Matthew frequently cites passages from the Hebrew Scriptures to prove that Jesus is, indeed, the fulfillment of Israel’s history. Yet Matthew’s Gospel reveals the bitterness and anguish that came from historical Israel’s rejection of the gospel and its call to discipleship. The seven woes in Chapter 23 are a poignant and passionate rebuke that ends in a seemingly hopeless plea: “O Jerusalem, Jerusalem, you who kill the prophets and stone those sent to you, how often I have longed to gather your children together as a hen gathers her chicks under her wings, but you were not willing” (23: 37).

Matthew’s Gospel is a call to discipleship. He prepares his readers for that call by depicting Jesus as the authoritative teacher of Israel, who, like Moses, goes up on the mountain to teach the Law (5–7). It is in this Sermon on the Mount that Matthew maps out the pattern of true discipleship. It is not so much about doing or not doing as it is about a deeply spiritual awareness in which one is not content to simply display deeds of righteousness, but to be righteous: “Be therefore perfect as your heavenly Father is perfect” (5:48).

In the context of the Sermon, this means to love the enemy, forgive as one is forgiven, and love others as you love yourself. This deeply spiritual condition works itself out in acts of righteousness. Thus, after recording the Sermon, Matthew records several healing miracles of Jesus before he writes down the call of the disciples in Chapter 10. In the midst of the call, Jesus says, “Heal the sick, raise the dead, cleanse those who have leprosy, drive out demons. Freely you have received, freely give” (10:8).
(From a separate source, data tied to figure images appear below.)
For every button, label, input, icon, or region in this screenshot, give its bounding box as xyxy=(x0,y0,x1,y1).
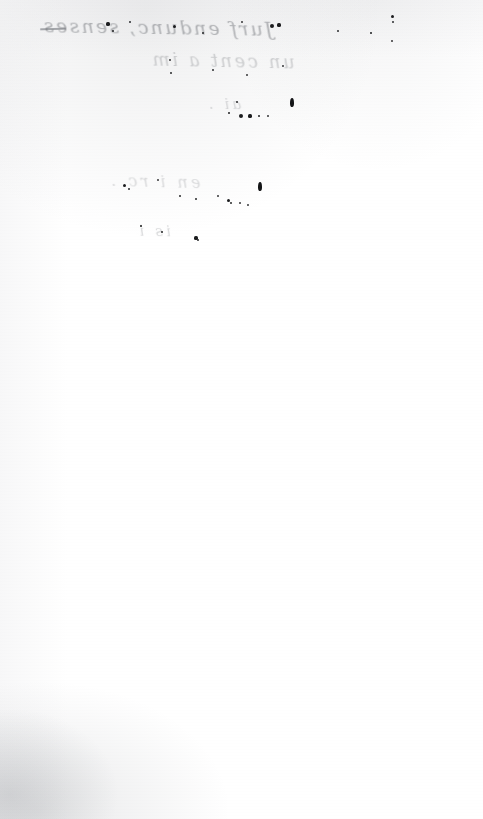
bleed-line-3: ai . xyxy=(206,95,241,113)
bleed-line-4: en i rc . xyxy=(108,171,201,192)
bleed-through-text-block: Jurf endunc, senses un cent a im ai . en… xyxy=(0,0,483,270)
bleed-line-2: un cent a im xyxy=(150,48,295,72)
bleed-line-5: is i xyxy=(136,222,171,241)
bleed-line-1: Jurf endunc, senses xyxy=(42,14,273,40)
scanned-page: Jurf endunc, senses un cent a im ai . en… xyxy=(0,0,483,819)
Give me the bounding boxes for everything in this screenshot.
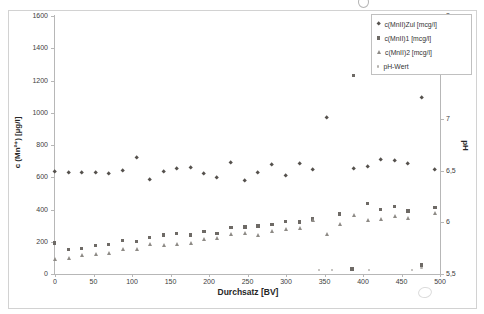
y-left-tick-mark [51,210,54,211]
y-right-tick-mark [441,119,444,120]
y-left-tick-mark [51,48,54,49]
x-tick-label: 350 [313,278,337,286]
y-right-tick-mark [441,222,444,223]
y-right-tick-mark [441,274,444,275]
y-left-tick-mark [51,113,54,114]
data-point-square [270,223,273,226]
data-point-triangle [80,253,84,257]
data-point-square [366,202,369,205]
data-point-square [67,248,70,251]
data-point-triangle [202,237,206,241]
data-point-dot [420,267,422,269]
data-point-triangle [148,242,152,246]
data-point-square [350,267,353,270]
x-tick-mark [325,274,326,277]
legend-label: c(MnII)2 [mcg/l] [385,49,432,56]
data-point-square [393,205,396,208]
legend-entry: c(MnII)Zul [mcg/l] [377,18,437,30]
data-point-square [148,236,151,239]
legend-label: c(MnII)Zul [mcg/l] [384,21,437,28]
cropped-text-artifact [358,0,369,8]
y-left-tick-mark [51,177,54,178]
data-point-triangle [135,247,139,251]
data-point-square [406,209,409,212]
data-point-triangle [379,217,383,221]
x-axis-label: Durchsatz [BV] [55,287,441,297]
y-left-tick-label: 1000 [26,109,48,117]
x-tick-mark [286,274,287,277]
x-tick-label: 500 [428,278,452,286]
x-tick-label: 200 [197,278,221,286]
data-point-square [229,226,232,229]
data-point-square [80,247,83,250]
x-tick-mark [94,274,95,277]
data-point-triangle [107,251,111,255]
triangle-marker-icon [377,50,381,54]
data-point-triangle [53,257,57,261]
data-point-triangle [67,256,71,260]
y-right-tick-label: 6,5 [446,167,456,175]
dot-marker-icon [377,65,379,67]
legend-entry: c(MnII)1 [mcg/l] [377,32,431,44]
y-left-tick-label: 1600 [26,12,48,20]
x-tick-label: 300 [274,278,298,286]
legend-entry: c(MnII)2 [mcg/l] [377,46,432,58]
x-tick-mark [132,274,133,277]
data-point-triangle [162,243,166,247]
data-point-square [162,233,165,236]
legend-entry: pH-Wert [377,61,409,73]
data-point-square [215,232,218,235]
x-tick-label: 450 [390,278,414,286]
data-point-square [121,239,124,242]
y-right-tick-label: 5,5 [446,270,456,278]
y-left-tick-label: 1400 [26,44,48,52]
data-point-triangle [325,232,329,236]
data-point-triangle [311,218,315,222]
data-point-square [256,224,259,227]
data-point-triangle [393,214,397,218]
data-point-square [94,244,97,247]
x-tick-label: 250 [236,278,260,286]
legend: c(MnII)Zul [mcg/l]c(MnII)1 [mcg/l]c(MnII… [371,14,472,75]
x-tick-label: 50 [82,278,106,286]
data-point-square [379,208,382,211]
y-axis-left-line [54,15,55,274]
y-right-tick-mark [441,171,444,172]
data-point-triangle [189,241,193,245]
data-point-square [53,241,56,244]
data-point-triangle [433,211,437,215]
y-left-tick-mark [51,16,54,17]
data-point-square [175,232,178,235]
data-point-triangle [284,227,288,231]
data-point-square [352,74,355,77]
data-point-square [338,212,341,215]
legend-label: pH-Wert [383,63,408,70]
data-point-square [433,206,436,209]
data-point-triangle [406,216,410,220]
x-tick-label: 0 [43,278,67,286]
y-right-tick-label: 7 [446,115,450,123]
data-point-triangle [270,229,274,233]
data-point-square [202,230,205,233]
y-axis-left-label: c (Mn²⁺) [µg/l] [13,103,22,183]
diamond-marker-icon [376,22,381,27]
y-left-tick-mark [51,274,54,275]
data-point-square [135,240,138,243]
square-marker-icon [377,36,380,39]
y-left-tick-label: 200 [26,238,48,246]
y-left-tick-label: 400 [26,206,48,214]
y-left-tick-mark [51,145,54,146]
data-point-square [107,243,110,246]
data-point-triangle [229,232,233,236]
data-point-square [284,220,287,223]
x-tick-mark [363,274,364,277]
legend-label: c(MnII)1 [mcg/l] [384,35,431,42]
data-point-triangle [256,233,260,237]
y-left-tick-label: 0 [26,270,48,278]
x-tick-mark [402,274,403,277]
data-point-triangle [243,231,247,235]
data-point-triangle [175,242,179,246]
data-point-triangle [298,226,302,230]
x-tick-label: 150 [159,278,183,286]
x-tick-mark [55,274,56,277]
Thus, discipleship is not about a narcissistic obsession with one’s identity and accomplishments (or lack thereof), but about the absolutely freedom into which God calls us to enter: “freely you have received, freely give.” Whatever God gives to us we return to the process of God’s saving action in the world.

Matthew’s Gospel is eschatological: “As you go, preach this message: ‘The kingdom of heaven is near’” (10:7). This is the reason for the urgency in Matthew. It is interesting to note that in the midst of the eschatological discourse in Chapters 24 and 25 Matthew is careful to point out that no one—not even Jesus himself—knows the day or the hour when Jesus will return (24: 36, ff.). Here Matthew means to deflect any concern with time setting to the actual spiritual condition of those who have been called to follow Jesus. He follows this saying with the parable of the ten virgins (25:1–13). This parable points out that readiness is about the urgency of now. What is my responsibility to the other now? This is the ultimate question in Matthew’s eschatological discourse (25:31–46).
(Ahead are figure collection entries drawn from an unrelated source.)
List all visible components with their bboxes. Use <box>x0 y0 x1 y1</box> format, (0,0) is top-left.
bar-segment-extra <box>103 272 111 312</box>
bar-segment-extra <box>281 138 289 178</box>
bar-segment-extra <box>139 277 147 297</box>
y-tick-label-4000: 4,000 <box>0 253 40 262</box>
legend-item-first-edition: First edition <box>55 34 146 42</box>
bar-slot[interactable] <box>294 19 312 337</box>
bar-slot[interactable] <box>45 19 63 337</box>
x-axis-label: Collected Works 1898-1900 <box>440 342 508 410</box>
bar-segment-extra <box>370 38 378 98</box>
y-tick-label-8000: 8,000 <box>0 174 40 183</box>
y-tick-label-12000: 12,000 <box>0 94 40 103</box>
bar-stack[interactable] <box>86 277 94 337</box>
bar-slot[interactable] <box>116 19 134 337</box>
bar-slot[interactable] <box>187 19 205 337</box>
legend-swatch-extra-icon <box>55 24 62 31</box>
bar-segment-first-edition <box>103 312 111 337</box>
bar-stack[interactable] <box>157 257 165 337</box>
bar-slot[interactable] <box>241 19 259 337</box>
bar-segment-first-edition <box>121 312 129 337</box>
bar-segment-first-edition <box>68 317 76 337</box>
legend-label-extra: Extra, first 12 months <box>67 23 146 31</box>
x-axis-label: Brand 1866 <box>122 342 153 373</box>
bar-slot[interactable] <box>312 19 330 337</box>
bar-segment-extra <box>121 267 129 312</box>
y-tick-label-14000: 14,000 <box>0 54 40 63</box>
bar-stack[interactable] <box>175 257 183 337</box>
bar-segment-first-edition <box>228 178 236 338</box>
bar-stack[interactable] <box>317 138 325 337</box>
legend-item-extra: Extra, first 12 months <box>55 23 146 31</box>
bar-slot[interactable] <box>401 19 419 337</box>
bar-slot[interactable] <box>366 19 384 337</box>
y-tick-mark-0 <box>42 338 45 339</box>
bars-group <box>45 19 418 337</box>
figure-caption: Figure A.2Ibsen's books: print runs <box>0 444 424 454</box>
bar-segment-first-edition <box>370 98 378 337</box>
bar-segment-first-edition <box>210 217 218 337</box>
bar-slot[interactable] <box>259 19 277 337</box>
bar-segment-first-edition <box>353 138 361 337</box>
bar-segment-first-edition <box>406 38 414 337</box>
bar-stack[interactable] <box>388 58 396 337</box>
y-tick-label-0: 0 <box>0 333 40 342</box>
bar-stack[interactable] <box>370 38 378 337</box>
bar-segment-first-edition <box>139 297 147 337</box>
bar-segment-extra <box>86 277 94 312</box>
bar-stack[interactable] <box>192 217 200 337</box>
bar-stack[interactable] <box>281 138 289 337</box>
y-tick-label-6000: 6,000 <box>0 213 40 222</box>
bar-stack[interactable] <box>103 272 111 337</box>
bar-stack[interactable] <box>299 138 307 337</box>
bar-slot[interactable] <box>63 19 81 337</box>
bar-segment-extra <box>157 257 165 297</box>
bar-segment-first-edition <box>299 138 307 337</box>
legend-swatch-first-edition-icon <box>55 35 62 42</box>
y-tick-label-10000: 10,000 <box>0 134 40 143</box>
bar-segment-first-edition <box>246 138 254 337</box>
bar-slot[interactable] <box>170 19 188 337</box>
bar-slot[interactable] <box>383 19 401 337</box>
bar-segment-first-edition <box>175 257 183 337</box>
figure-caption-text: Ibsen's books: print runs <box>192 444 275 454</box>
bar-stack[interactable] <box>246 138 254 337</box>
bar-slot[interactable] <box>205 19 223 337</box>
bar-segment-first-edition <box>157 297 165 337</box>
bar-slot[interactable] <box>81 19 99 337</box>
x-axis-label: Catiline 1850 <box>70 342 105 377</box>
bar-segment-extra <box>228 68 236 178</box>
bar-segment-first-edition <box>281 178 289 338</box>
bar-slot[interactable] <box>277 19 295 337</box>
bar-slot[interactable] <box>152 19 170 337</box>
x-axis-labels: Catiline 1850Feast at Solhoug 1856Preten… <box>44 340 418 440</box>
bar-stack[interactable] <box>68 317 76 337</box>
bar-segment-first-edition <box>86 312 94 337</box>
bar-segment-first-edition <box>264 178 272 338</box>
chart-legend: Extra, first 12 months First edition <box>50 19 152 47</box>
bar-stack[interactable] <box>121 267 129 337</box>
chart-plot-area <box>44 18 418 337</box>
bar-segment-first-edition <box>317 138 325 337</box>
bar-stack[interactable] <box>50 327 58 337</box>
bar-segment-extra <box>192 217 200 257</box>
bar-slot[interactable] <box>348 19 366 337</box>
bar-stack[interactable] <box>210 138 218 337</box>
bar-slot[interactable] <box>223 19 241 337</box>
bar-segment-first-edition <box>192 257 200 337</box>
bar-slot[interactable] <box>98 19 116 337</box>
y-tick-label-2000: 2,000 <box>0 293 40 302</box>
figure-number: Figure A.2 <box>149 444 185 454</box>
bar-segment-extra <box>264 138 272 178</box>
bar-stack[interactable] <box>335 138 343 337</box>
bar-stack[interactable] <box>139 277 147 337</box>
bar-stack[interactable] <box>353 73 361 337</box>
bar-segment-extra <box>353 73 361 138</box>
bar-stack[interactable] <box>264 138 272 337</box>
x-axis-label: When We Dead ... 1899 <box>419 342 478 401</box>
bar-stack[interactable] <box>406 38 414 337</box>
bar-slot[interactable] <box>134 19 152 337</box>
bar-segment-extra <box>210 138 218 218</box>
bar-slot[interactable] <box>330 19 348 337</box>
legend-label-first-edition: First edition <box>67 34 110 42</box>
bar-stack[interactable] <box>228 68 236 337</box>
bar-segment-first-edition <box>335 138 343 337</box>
In the midst of the awareness of the failure of the past and the anticipation of the future, we live now in the present. Historical consciousness grounds us in the presence of the kingdom that we are now creating, even out of our own existential crises.

So even though one may have failed to be what one ought to have been, the present is the place where one stands. The present is the location of the call to follow Jesus. Jesus’ passionate cry, “O Jerusalem, Jerusalem…” needs not to be hopeless. It need not be lost on those who would take up the cross and follow Jesus. Answering the call is not about making up for the past or preparing for the future. It is the awareness that God blesses me not because of anything that I am, or anything that I do, but because God is absolutely free and invites me into that fellowship of freedom.

In my mind, the essential struggle of discipleship is the struggle to experience this freedom, which relieves me from the burden of my historical identity and brings me into the presence of God. There I find peace in the assurance that God’s will comes to pass even through me. Freely have I received, freely I give.

Notes and References

1. For Matthew, the escape to Egypt from the massacre of the Herod and the consequent return is a fulfillment of the most important experience in Israel’s history—the Exodus. Thus, he quotes Hosea 11:1: “Out of Egypt have I called my son” (2:15). Here he shows that Jesus is God’s son in the same way that Israel was God’s son.

Olive J. Hemmings is a professor in the Department of Religion at Columbia Union College, Takoma Park, Maryland.